Focus
Giving Voice, Driving Change - from the Borderland to the Steppes
Years active: 2017-2021
The Giving Voice, Driving Change - from the Borderland to the Steppes project supports democratisation and governance, human rights and independent media across 10 countries in the Caucasus, Central Asia, Moldova and Ukraine.
More specifically, the project is delivering three main pillars of work:
1. CAPACITY. The key focus of the project is strengthening the capacity of local reporters, as well as citizen journalists and civil society groups. This includes training, mentoring, and effective institutional advisory support on management and sustainability for selected local media organisations.
2. VOICE. The second pillar supports a wide range of multi-format content production in local languages, Russian and English, from diverse voices of independent reporters, as well as citizen journalists, civic activists and bloggers. This includes independent digital, print and broadcast media, social media, regional websites (including CABAR.asia), investigative reporting and documentary production. Themes of focus are democracy and governance, human rights and rule of law, including freedom of the media. A strong emphasis is made on tackling corruption, and amplifying groundbreaking content across the region, including across language barriers.
3. ENGAGEMENT. The third pillar engages civil society, media, public officials and the public directly in the issues raised through the project’s media outputs. This takes the form of public fora and private meetings, social media, outreach and advocacy campaigns, and through IWPR’s own structured networks.
Established in collaboration with and funded by the Norwegian Ministry of Foreign Affairs (MFA), the project directly supports Norwegian priorities and values, builds on long-standing Norwegian supported programming in the region, and expands on IWPR’s extensive local and regional networks of independent media and civic groups.
Latest from the project
Startup Success for Uzbekistan?
Hopes for hi-tech entrepreneurship as an emerging market.
Georgian Women Struggle To Access Safe Abortion
The church, politicians and even medical professionals often oppose the procedure.
What Future For Transnistria Talks?
Chisinau’s new coalition government makes fresh attempt to get negotiations back on track.
Central Asia and China
Investment needed in specialist knowledge across the region.
Ukraine Fears Fall Out From Trump Impeachment
Leaked call highlights Volodymyr Zelensky’s political inexperience.
How Central Asia Gets Its News
Ground-breaking IWPR research shows how access to information is changing.
Ethnic Kazaks Flee Chinese Crackdown
More than 1,000 families returned to Kazakstan in the first six months of this year.
Settling Kyrgyz-Tajik Border Conflicts
Tensions will continue until the leaders of both countries find political will to resolve the issue.

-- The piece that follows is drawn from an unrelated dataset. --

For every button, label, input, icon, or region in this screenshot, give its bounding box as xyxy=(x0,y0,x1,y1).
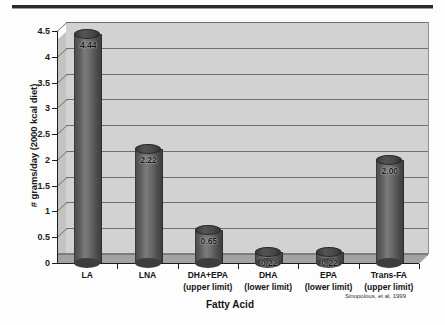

Kyrgyzstan: Failing Victims of Domestic Violence
With no legal provision for self-defence as a mitigating factor, women who kill their relatives are almost always found guilty.
Established in collaboration with and funded by the Norwegian Ministry of Foreign Affairs (MFA), the project directly supports Norwegian priorities and values, builds on long-standing Norwegian supported programming in the region, and expands on IWPR’s extensive local and regional networks of independent media and civic groups.